So if Gillette were prepared to establish a factory in France to create the illusion that they were working the French Patent while the actual shave items were made elsewhere, did they do the same thing in Germany .....or even in Leicester?
At this link: http://badgerandblade.com/vb/showthread.php/293610-What-Gillette/page2
mblakele speculates that the E to H prefixes may have been a labelling decision made by Montreal for their excess razors sent to England.
I take the "factory" claims with a large helping of salt. For example we have seen 1908 letterhead reading "Offices and factories: New York, Boston, Montreal, London, Berlin, Paris." Note the language: any of those could be an office, or a factory, or both. Whoever made these claims could have lied outright without much fear of consequences, but they seem to have preferred ambiguity and imagination.
For the Paris factory, McKibben states that Gillette was making at least some blades in Paris. The wiki page Gillette_Timeline cites Adams in his book Gillette, The Man and His Wonderful Shaving Device.

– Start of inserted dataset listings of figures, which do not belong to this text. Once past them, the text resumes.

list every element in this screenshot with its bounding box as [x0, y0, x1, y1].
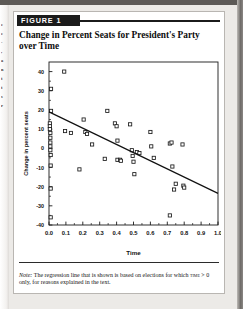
regression-line-path	[49, 112, 218, 194]
x-tick-label: 1.0	[214, 230, 221, 236]
x-axis-ticks: 0.00.10.20.30.40.50.60.70.80.91.0	[45, 222, 221, 236]
x-tick-label: 0.6	[146, 230, 155, 236]
data-point	[49, 216, 52, 219]
margin-text-fragment: r	[1, 103, 9, 110]
scatter-plot: 0.00.10.20.30.40.50.60.70.80.91.0 403020…	[19, 57, 221, 262]
plot-frame	[49, 62, 218, 225]
data-point	[49, 164, 52, 167]
y-tick-label: -10	[36, 165, 44, 171]
x-tick-label: 0.7	[163, 230, 171, 236]
y-tick-label: 30	[38, 88, 44, 94]
data-point	[49, 87, 52, 90]
x-tick-label: 0.8	[180, 230, 189, 236]
data-point	[49, 145, 52, 148]
plot-svg: 0.00.10.20.30.40.50.60.70.80.91.0 403020…	[19, 57, 221, 262]
margin-text-fragment: e	[1, 22, 9, 29]
margin-text-fragment: s	[1, 94, 9, 101]
y-axis-label: Change in percent seats	[23, 111, 29, 176]
data-point	[103, 157, 106, 160]
data-point	[49, 149, 52, 152]
data-point	[132, 160, 135, 163]
margin-text-fragment: t	[1, 76, 9, 83]
data-point	[119, 159, 122, 162]
y-tick-label: -30	[36, 203, 44, 209]
regression-line	[49, 112, 218, 194]
data-point	[49, 153, 52, 156]
data-point	[49, 141, 52, 144]
data-point	[115, 125, 118, 128]
x-tick-label: 0.3	[96, 230, 105, 236]
scan-right-edge	[237, 0, 243, 309]
data-point	[171, 165, 174, 168]
data-point	[63, 129, 66, 132]
x-tick-label: 0.1	[62, 230, 71, 236]
data-point	[174, 182, 177, 185]
y-tick-label: -20	[36, 184, 44, 190]
margin-text-fragment: ,	[1, 49, 9, 56]
data-point	[168, 214, 171, 217]
y-tick-label: 20	[38, 107, 44, 113]
data-point	[63, 70, 66, 73]
x-tick-label: 0.4	[113, 230, 122, 236]
data-point	[183, 186, 186, 189]
y-tick-label: -40	[36, 222, 44, 228]
margin-text-fragment: -	[1, 40, 9, 47]
data-point	[170, 141, 173, 144]
data-point	[150, 145, 153, 148]
margin-text-fragment: a	[1, 58, 9, 65]
data-point	[82, 118, 85, 121]
y-tick-label: 0	[41, 145, 44, 151]
data-point	[49, 131, 52, 134]
data-point	[49, 187, 52, 190]
x-tick-label: 0.2	[79, 230, 87, 236]
data-point	[181, 143, 184, 146]
x-tick-label: 0.5	[129, 230, 138, 236]
margin-text-fragment: e	[1, 31, 9, 38]
data-point	[85, 132, 88, 135]
x-tick-label: 0.9	[197, 230, 206, 236]
data-point	[152, 156, 155, 159]
data-point	[78, 168, 81, 171]
figure-container: FIGURE 1 Change in Percent Seats for Pre…	[13, 11, 225, 294]
note-variable-name: time	[190, 271, 200, 278]
figure-note: Note: The regression line that is shown …	[19, 271, 219, 287]
figure-title: Change in Percent Seats for President's …	[19, 30, 215, 53]
scan-top-edge	[0, 0, 243, 5]
data-point	[131, 154, 134, 157]
data-point	[69, 131, 72, 134]
y-tick-label: 40	[38, 69, 44, 75]
data-point	[116, 139, 119, 142]
note-label: Note:	[19, 272, 32, 278]
figure-header-rule	[80, 20, 220, 22]
data-point	[149, 130, 152, 133]
margin-text-fragment: n	[1, 67, 9, 74]
data-point	[172, 188, 175, 191]
data-point	[133, 173, 136, 176]
data-point	[129, 123, 132, 126]
data-point	[106, 109, 109, 112]
y-tick-label: 10	[38, 126, 44, 132]
figure-number-badge: FIGURE 1	[17, 15, 80, 26]
x-axis-label: Time	[126, 249, 141, 256]
data-point	[90, 143, 93, 146]
data-point	[48, 128, 51, 131]
margin-text-fragment: t	[1, 85, 9, 92]
x-tick-label: 0.0	[45, 230, 53, 236]
data-point	[138, 151, 141, 154]
note-text-part1: The regression line that is shown is bas…	[32, 272, 190, 278]
data-point	[49, 136, 52, 139]
note-divider	[19, 262, 219, 263]
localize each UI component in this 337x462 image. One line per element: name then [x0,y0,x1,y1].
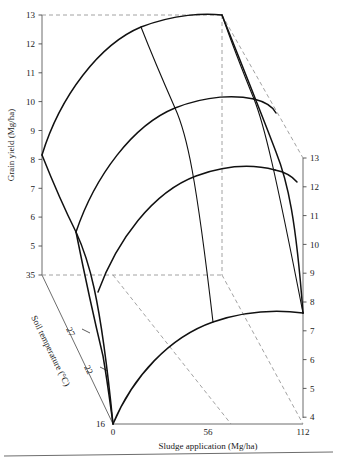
guide-peak-to-right-axis [222,15,303,158]
mesh-contour-27-right-tail [254,99,276,113]
left-tick-label-11: 11 [26,68,35,78]
mesh-rib-sludge-56 [222,15,303,313]
left-tick-label-9: 9 [31,126,36,136]
depth-tick-label-22: 22 [82,363,95,375]
mesh-contour-temp-27 [76,97,254,232]
mesh-skirt-front-left [76,232,113,424]
left-axis-title: Grain yield (Mg/ha) [6,109,16,181]
right-tick-label-9: 9 [310,268,315,278]
left-tick-label-10: 10 [26,97,36,107]
mesh-edge-sludge-112 [222,15,303,313]
x-tick-label-0: 0 [111,427,116,437]
mesh-contour-22-right-tail [275,170,297,182]
depth-tick-label-27: 27 [64,325,77,338]
depth-axis: 27 22 16 Soil temperature (°C) [29,275,113,429]
x-tick-label-56: 56 [204,427,214,437]
left-tick-label-6: 6 [31,212,36,222]
response-surface-chart: 13 12 11 10 9 8 7 6 5 35 Grain yield (Mg… [0,0,337,462]
left-tick-label-8: 8 [31,155,36,165]
right-tick-label-10: 10 [310,240,320,250]
mesh-ridge-temp-35 [42,14,222,155]
bottom-axis: 0 56 112 Sludge application (Mg/ha) [111,424,310,451]
left-tick-label-5: 5 [31,241,36,251]
right-tick-label-13: 13 [310,153,320,163]
right-tick-label-8: 8 [310,297,315,307]
right-tick-label-6: 6 [310,355,315,365]
left-tick-label-12: 12 [26,39,35,49]
x-tick-label-112: 112 [296,427,309,437]
depth-axis-end-label: 16 [96,419,106,429]
guide-floor-left-edge [113,275,231,424]
bottom-axis-title: Sludge application (Mg/ha) [159,441,258,451]
right-tick-label-11: 11 [310,211,319,221]
right-tick-label-12: 12 [310,182,319,192]
left-axis-origin-label: 35 [26,270,36,280]
right-tick-label-5: 5 [310,384,315,394]
guide-floor-mid-edge [222,275,303,424]
right-axis: 13 12 11 10 9 8 7 6 5 4 [303,153,320,422]
right-tick-label-7: 7 [310,326,315,336]
mesh-ridge-temp-16 [113,311,303,424]
right-tick-label-4: 4 [310,412,315,422]
page-bottom-rule [4,452,333,456]
left-tick-label-7: 7 [31,184,36,194]
mesh-contour-temp-22 [98,166,275,292]
surface-mesh [42,14,303,424]
left-tick-label-13: 13 [26,10,36,20]
depth-tick-27 [82,329,90,333]
left-axis: 13 12 11 10 9 8 7 6 5 35 Grain yield (Mg… [6,10,42,280]
mesh-edge-sludge-0 [42,155,113,424]
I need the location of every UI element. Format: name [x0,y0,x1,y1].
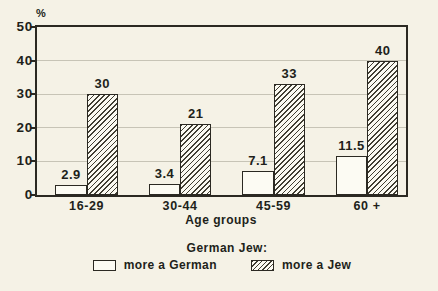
legend: more a German more a Jew [6,258,438,272]
bar-more-a-german-60 [336,156,367,195]
bar-more-a-german-45-59 [242,171,273,195]
bar-value-label-more-a-german-30-44: 3.4 [155,166,174,181]
x-axis-label-30-44: 30-44 [135,199,225,213]
y-axis-tick-label-20: 20 [4,121,33,135]
bar-value-label-more-a-jew-60: 40 [375,43,390,58]
legend-swatch-more-a-jew [251,260,274,271]
x-axis-label-60: 60 + [322,199,412,213]
bar-value-label-more-a-german-60: 11.5 [338,138,364,153]
x-axis-title: Age groups [4,213,438,227]
plot-area: 2.9303.4217.13311.540 [35,25,408,197]
bar-value-label-more-a-jew-45-59: 33 [282,66,297,81]
bar-more-a-jew-16-29 [87,94,118,195]
bar-more-a-german-30-44 [149,184,180,195]
y-axis-unit-label: % [36,7,46,19]
figure-root: 2.9303.4217.13311.540 % 01020304050 16-2… [0,0,438,291]
grid-line-40 [37,60,406,61]
bar-more-a-jew-45-59 [274,84,305,195]
bar-value-label-more-a-german-45-59: 7.1 [248,153,267,168]
legend-swatch-more-a-german [93,260,116,271]
y-axis-tick-label-30: 30 [4,87,33,101]
y-axis-tick-label-50: 50 [4,20,33,34]
x-axis-label-16-29: 16-29 [42,199,132,213]
bar-value-label-more-a-jew-16-29: 30 [95,76,110,91]
bar-more-a-jew-30-44 [180,124,211,195]
legend-title: German Jew: [16,241,438,255]
bar-more-a-jew-60 [367,61,398,195]
legend-label-more-a-german: more a German [124,258,217,272]
legend-label-more-a-jew: more a Jew [282,258,351,272]
bar-value-label-more-a-german-16-29: 2.9 [61,167,80,182]
x-axis-label-45-59: 45-59 [229,199,319,213]
y-axis-tick-label-10: 10 [4,154,33,168]
bar-more-a-german-16-29 [55,185,86,195]
bar-value-label-more-a-jew-30-44: 21 [188,106,203,121]
y-axis-tick-label-40: 40 [4,54,33,68]
y-axis-tick-label-0: 0 [4,188,33,202]
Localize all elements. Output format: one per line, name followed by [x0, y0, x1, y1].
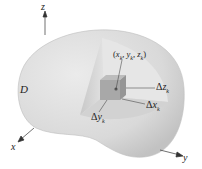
- x-axis-label: x: [11, 142, 15, 152]
- delta-y-label: Δyk: [91, 112, 105, 124]
- diagram-canvas: [0, 0, 202, 169]
- volume-element-box: [100, 75, 126, 100]
- delta-z-label: Δzk: [156, 82, 169, 94]
- point-label: (xk, yk, zk): [113, 50, 146, 61]
- y-axis-arrowhead: [176, 152, 183, 157]
- delta-x-label: Δxk: [146, 100, 160, 112]
- region-label: D: [20, 84, 28, 95]
- y-axis-label: y: [183, 153, 187, 163]
- z-axis-label: z: [41, 2, 45, 12]
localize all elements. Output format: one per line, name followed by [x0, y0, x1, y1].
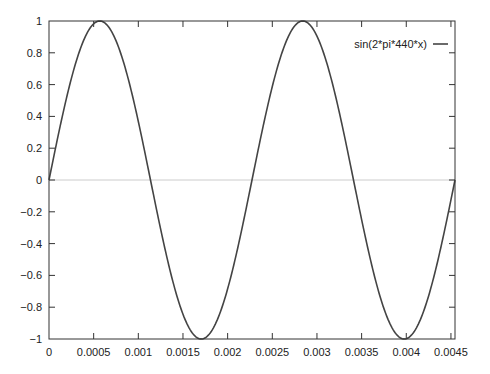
y-tick-label: −0.8: [20, 301, 42, 313]
x-tick-label: 0.002: [214, 346, 242, 358]
y-tick-label: −1: [29, 333, 42, 345]
x-tick-label: 0.0035: [345, 346, 379, 358]
x-axis-tick-labels: 00.00050.0010.00150.0020.00250.0030.0035…: [46, 346, 468, 358]
y-tick-label: 0: [36, 174, 42, 186]
x-tick-label: 0.003: [303, 346, 331, 358]
y-tick-label: 0.8: [27, 47, 42, 59]
y-tick-label: 0.6: [27, 79, 42, 91]
y-tick-label: −0.4: [20, 238, 42, 250]
x-tick-label: 0.0045: [434, 346, 468, 358]
legend-label: sin(2*pi*440*x): [354, 38, 427, 50]
x-tick-label: 0.0025: [255, 346, 289, 358]
x-tick-label: 0.0005: [77, 346, 111, 358]
y-tick-label: −0.2: [20, 206, 42, 218]
x-tick-label: 0.0015: [166, 346, 200, 358]
y-axis-tick-labels: 10.80.60.40.20−0.2−0.4−0.6−0.8−1: [20, 15, 42, 345]
x-tick-label: 0: [46, 346, 52, 358]
y-tick-label: 0.4: [27, 110, 42, 122]
legend: sin(2*pi*440*x): [354, 38, 448, 50]
y-tick-label: 1: [36, 15, 42, 27]
y-tick-label: 0.2: [27, 142, 42, 154]
x-tick-label: 0.001: [125, 346, 153, 358]
plot-area: 00.00050.0010.00150.0020.00250.0030.0035…: [0, 0, 490, 374]
x-tick-label: 0.004: [393, 346, 421, 358]
y-tick-label: −0.6: [20, 269, 42, 281]
chart-container: 00.00050.0010.00150.0020.00250.0030.0035…: [0, 0, 490, 374]
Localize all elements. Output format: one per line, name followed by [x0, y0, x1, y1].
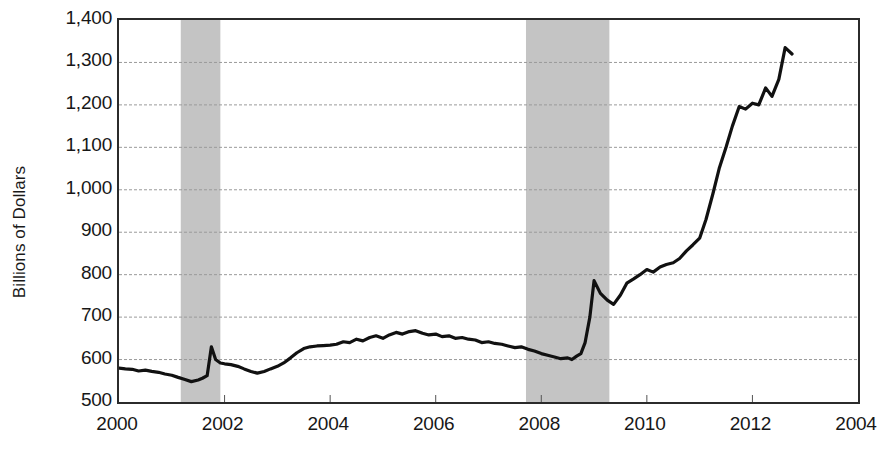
x-tick-label: 2004: [835, 413, 876, 435]
x-tick-label: 2000: [96, 413, 137, 435]
chart-figure: Billions of Dollars 5006007008009001,000…: [0, 0, 889, 464]
x-tick-label: 2010: [624, 413, 665, 435]
recession-2001: [181, 20, 221, 402]
recession-2008: [526, 20, 609, 402]
axis-ticks: [225, 395, 753, 402]
plot-area: [117, 18, 860, 404]
x-tick-label: 2008: [519, 413, 560, 435]
x-tick-label: 2012: [730, 413, 771, 435]
shaded-recession-bands: [181, 20, 610, 402]
x-tick-label: 2002: [202, 413, 243, 435]
x-tick-label: 2006: [413, 413, 454, 435]
chart-plot-svg: [119, 20, 858, 402]
x-tick-label: 2004: [307, 413, 348, 435]
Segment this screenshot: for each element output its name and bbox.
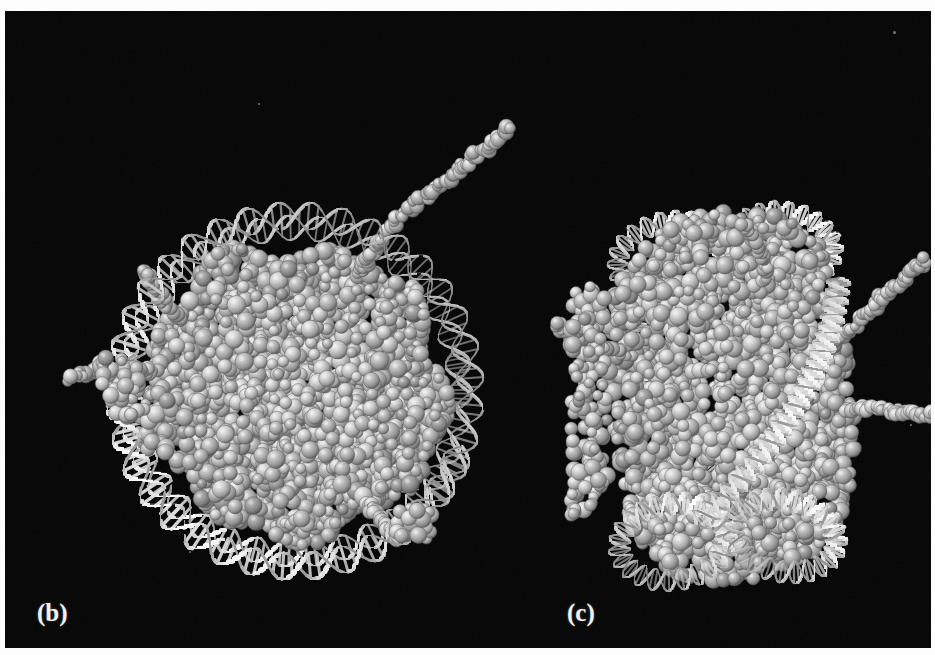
micrograph-plate: (b) (c) — [5, 11, 931, 648]
speck-bottom-left — [189, 551, 191, 553]
film-grain-overlay — [5, 11, 931, 648]
speck-right — [910, 424, 912, 426]
panel-label-b: (b) — [37, 599, 68, 627]
structure-canvas — [5, 11, 931, 648]
panel-label-c: (c) — [567, 599, 595, 627]
figure-root: (b) (c) — [0, 0, 935, 655]
speck-mid-left — [258, 103, 260, 105]
speck-top-right — [893, 31, 896, 34]
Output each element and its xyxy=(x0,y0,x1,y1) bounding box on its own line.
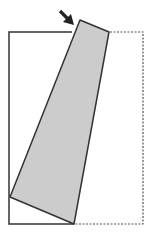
diagram-svg xyxy=(0,0,151,236)
arrow-down-right-icon xyxy=(60,11,74,25)
rotated-panel xyxy=(10,20,109,224)
diagram-canvas: Rectangle (page) with a rotated grey qua… xyxy=(0,0,151,236)
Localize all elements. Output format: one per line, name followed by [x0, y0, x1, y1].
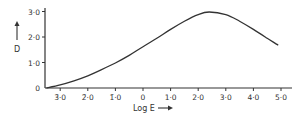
x-tick-label: 5·0	[275, 93, 287, 102]
x-tick-label: 3̄·0	[54, 93, 66, 102]
x-axis-title: Log E	[133, 104, 155, 113]
y-axis-title-group: D	[14, 21, 20, 54]
chart-canvas: 01·02·03·0 3̄·02̄·01̄·001·02·03·04·05·0 …	[0, 0, 300, 122]
x-tick-label: 4·0	[247, 93, 259, 102]
y-ticks: 01·02·03·0	[28, 8, 45, 94]
x-tick-label: 2·0	[192, 93, 204, 102]
x-tick-label: 1̄·0	[109, 93, 121, 102]
x-axis-title-group: Log E	[133, 104, 173, 113]
y-tick-label: 2·0	[28, 33, 40, 42]
y-tick-label: 1·0	[28, 59, 40, 68]
data-curve	[46, 12, 278, 88]
y-axis-title: D	[14, 45, 20, 54]
y-tick-label: 3·0	[28, 8, 40, 17]
x-tick-label: 2̄·0	[82, 93, 94, 102]
x-tick-label: 1·0	[165, 93, 177, 102]
x-tick-label: 3·0	[220, 93, 232, 102]
x-ticks: 3̄·02̄·01̄·001·02·03·04·05·0	[54, 88, 287, 102]
x-tick-label: 0	[141, 93, 146, 102]
up-arrowhead-icon	[15, 21, 20, 26]
y-tick-label: 0	[35, 84, 40, 93]
right-arrowhead-icon	[168, 106, 173, 111]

I do not have that book myself, but apparently Adams says that a French court ruled that the Paris factory did not represent a substantial investment. Presumably that invalidated the patent in France, discouraging any further investment. On the other hand Achim has http://mr-razor.com/Rasierklingen/1913 Box of 10x12 Gillette Blades France.jpg showing what appear to be 1913 blades made in France.
The operation in Germany may have been even less substantial. For example Achim has an ad in German dated ca. 1911. It mentions the Gillette company of Boston and London, but not Germany. Instead the ad mentions a local organization: Grell, a Hamburg importer. That seems unusual if Gillette had a large factory in Germany.
But we know Montreal was real, and I think Leicester was real for as long as it lasted. Contemporary sources report that the company bought a seven-year lease on a substantial building, and planned to employ 250 workers at the outset with possible growth up to 500. But this lasted only a short time, from early 1909 until WWI made it impossible to operate. The plant was closed officially in 1916, about when that first lease would have expired and also when conscription in the UK would have made labor for non-essential goods almost impossible to find. It may have been relatively idle since 1914 when the war began and large numbers of men volunteered for service. The next UK plant did not open until ca. 1920, in Slough.